©The British Library Board

THE LINDISFARNE GOSPELS

The opening page of St Matthew's Gospel.

The Gospels were written in Latin, in Northumbria around 698, with the oldest surviving translation of the Gospels into English added between the lines around 970

The supreme masterpiece of early Anglo-Saxon book production. The scribe who added the Old English translation, Aldred of Chester-le-Street, recorded that it was made 'for God and for St Cuthbert' by Eadfrith, Bishop of Lindisfarne 698-721, and bound by Ethelwald, Bishop 721-40. Both were monks of the Lindisfarne community during the time of St Cuthbert (d.687), and the manuscript may well have been made to honour the raising of his relics to the altar in 698. Billfrith the Anchorite adorned with precious metals and jewels the lost binding or book shrine.

Each of the four Gospels opens with a miniature of the appropriate Evangelist, a decorative 'carpet' page based on the form of a cross, and an elaborate initial page. Other decoration includes a set of 16 arcaded canon tables and a number of smaller initials. All display the extraordinary richness of the single artist-scribe's decorative vocabulary, elements of which are drawn from other media, notably metalwork. His panels of complex zoomorphic interlace are frequently based on birds.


### [PROBLEM TO WORK ON]
Gather every line in the records below that contains the word "labels".

Figure content listings
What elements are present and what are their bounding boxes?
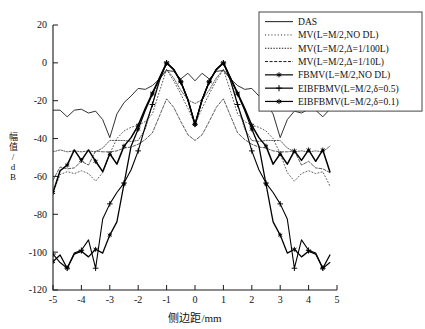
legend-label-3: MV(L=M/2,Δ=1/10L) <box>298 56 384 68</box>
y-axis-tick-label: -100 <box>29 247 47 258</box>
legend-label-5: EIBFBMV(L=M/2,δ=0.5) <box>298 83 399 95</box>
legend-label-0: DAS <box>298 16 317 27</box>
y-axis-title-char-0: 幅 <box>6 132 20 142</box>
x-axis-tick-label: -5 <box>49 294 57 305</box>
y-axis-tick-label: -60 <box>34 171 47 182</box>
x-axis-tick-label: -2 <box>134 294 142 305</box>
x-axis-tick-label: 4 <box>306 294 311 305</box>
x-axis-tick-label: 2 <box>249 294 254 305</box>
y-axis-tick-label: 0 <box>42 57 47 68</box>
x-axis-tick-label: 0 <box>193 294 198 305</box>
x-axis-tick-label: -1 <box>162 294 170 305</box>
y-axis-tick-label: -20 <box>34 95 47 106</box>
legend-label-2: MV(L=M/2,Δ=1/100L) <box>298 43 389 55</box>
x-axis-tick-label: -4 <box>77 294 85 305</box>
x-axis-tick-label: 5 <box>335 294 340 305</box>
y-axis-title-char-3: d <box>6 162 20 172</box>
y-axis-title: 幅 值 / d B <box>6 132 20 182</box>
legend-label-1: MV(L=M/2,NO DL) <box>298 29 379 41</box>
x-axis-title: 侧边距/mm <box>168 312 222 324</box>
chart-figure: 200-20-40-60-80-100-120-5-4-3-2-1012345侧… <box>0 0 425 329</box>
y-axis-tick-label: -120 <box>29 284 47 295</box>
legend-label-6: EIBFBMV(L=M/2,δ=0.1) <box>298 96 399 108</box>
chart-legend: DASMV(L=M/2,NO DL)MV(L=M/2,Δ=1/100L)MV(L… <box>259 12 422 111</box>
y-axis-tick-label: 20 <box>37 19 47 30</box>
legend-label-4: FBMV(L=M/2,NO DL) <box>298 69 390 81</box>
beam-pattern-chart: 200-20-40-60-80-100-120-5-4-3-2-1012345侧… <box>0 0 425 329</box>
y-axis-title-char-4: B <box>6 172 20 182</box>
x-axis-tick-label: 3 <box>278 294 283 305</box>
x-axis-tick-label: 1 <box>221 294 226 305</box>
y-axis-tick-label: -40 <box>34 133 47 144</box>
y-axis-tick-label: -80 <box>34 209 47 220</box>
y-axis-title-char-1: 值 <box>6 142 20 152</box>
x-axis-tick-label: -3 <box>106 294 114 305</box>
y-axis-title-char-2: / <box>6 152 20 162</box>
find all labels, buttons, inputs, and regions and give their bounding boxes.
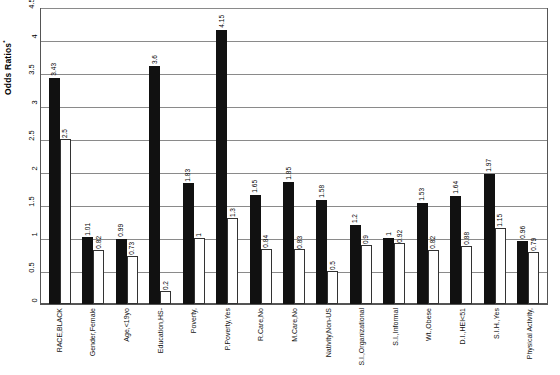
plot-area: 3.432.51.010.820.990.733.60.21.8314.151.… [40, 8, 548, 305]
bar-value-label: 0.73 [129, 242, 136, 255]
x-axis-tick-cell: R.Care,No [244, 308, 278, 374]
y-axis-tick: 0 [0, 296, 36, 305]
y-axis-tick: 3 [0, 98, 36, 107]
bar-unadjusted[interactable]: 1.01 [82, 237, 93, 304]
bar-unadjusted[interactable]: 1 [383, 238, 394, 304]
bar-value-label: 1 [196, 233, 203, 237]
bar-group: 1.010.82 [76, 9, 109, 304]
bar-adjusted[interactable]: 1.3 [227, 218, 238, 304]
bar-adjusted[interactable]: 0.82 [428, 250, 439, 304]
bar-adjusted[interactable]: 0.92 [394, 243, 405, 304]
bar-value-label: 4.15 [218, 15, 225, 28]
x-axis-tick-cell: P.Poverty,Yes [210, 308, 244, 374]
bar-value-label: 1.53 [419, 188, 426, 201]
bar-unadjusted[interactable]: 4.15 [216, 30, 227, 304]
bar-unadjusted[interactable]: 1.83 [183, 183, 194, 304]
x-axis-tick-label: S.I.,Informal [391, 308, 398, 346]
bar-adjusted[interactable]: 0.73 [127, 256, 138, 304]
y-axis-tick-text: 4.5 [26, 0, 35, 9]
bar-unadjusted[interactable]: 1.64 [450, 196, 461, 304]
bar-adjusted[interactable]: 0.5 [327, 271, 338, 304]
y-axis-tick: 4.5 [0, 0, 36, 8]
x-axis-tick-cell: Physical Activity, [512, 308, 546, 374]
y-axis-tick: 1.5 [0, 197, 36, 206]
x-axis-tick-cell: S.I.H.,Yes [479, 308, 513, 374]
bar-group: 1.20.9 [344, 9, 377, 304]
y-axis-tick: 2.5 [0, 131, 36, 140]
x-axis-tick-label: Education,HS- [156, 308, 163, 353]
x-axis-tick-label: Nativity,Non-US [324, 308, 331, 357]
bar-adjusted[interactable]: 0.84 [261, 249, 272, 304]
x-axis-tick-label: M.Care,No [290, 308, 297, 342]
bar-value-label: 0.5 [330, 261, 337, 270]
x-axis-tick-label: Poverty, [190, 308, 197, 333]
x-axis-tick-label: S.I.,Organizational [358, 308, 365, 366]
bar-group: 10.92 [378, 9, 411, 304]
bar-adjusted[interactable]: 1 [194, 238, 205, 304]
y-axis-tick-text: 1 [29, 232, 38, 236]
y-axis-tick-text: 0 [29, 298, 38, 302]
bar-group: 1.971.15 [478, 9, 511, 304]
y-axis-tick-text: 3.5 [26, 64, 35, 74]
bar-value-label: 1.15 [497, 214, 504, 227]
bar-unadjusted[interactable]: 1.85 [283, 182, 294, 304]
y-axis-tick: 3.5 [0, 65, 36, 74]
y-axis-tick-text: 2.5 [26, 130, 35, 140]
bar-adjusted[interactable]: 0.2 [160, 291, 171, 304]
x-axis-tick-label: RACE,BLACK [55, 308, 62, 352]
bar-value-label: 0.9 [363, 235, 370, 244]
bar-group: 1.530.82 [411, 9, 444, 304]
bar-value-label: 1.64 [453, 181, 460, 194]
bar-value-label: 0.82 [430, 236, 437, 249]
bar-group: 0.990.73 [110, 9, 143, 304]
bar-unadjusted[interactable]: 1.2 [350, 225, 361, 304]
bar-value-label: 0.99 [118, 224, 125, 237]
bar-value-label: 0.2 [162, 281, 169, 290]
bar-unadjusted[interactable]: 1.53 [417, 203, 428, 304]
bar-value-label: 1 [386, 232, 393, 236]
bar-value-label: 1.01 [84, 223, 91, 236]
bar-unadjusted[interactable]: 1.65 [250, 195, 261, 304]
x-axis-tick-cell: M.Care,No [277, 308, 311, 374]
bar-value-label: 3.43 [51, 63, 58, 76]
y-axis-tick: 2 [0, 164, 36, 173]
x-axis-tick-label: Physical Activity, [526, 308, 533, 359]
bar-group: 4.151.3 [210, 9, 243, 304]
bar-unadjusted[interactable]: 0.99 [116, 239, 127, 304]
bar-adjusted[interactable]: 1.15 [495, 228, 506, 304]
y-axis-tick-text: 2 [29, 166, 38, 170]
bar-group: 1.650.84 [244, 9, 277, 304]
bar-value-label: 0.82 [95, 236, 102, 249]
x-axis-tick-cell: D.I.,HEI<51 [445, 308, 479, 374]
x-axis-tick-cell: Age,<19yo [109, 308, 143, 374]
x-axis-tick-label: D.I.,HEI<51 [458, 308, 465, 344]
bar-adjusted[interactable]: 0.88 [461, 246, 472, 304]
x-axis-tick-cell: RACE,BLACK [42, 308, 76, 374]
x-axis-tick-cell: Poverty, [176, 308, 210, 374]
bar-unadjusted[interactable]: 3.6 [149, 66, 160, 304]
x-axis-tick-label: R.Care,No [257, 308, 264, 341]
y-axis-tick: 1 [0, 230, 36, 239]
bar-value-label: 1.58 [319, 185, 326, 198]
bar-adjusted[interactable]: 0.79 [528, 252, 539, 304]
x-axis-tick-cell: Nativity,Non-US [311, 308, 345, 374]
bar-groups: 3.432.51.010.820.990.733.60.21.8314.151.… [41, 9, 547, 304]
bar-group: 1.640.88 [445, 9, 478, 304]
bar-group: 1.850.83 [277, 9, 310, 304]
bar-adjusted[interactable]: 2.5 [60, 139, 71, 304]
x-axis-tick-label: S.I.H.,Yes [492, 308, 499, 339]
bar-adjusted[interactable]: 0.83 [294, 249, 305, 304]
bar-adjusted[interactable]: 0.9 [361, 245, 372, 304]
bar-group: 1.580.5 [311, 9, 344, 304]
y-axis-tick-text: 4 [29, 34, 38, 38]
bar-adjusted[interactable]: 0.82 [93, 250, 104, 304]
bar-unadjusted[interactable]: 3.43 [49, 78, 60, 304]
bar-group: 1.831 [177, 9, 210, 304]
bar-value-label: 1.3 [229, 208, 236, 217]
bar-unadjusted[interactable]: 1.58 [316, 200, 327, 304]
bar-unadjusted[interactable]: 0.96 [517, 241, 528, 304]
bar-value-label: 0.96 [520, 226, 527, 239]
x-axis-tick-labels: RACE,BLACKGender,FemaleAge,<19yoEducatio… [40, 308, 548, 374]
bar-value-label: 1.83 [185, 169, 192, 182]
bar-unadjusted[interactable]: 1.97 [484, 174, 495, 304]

### [RESULT OF THE TASK]
find all labels, buttons, inputs, and regions and give their bounding boxes.
x-axis-tick-labels: RACE,BLACKGender,FemaleAge,<19yoEducatio… [40, 308, 548, 374]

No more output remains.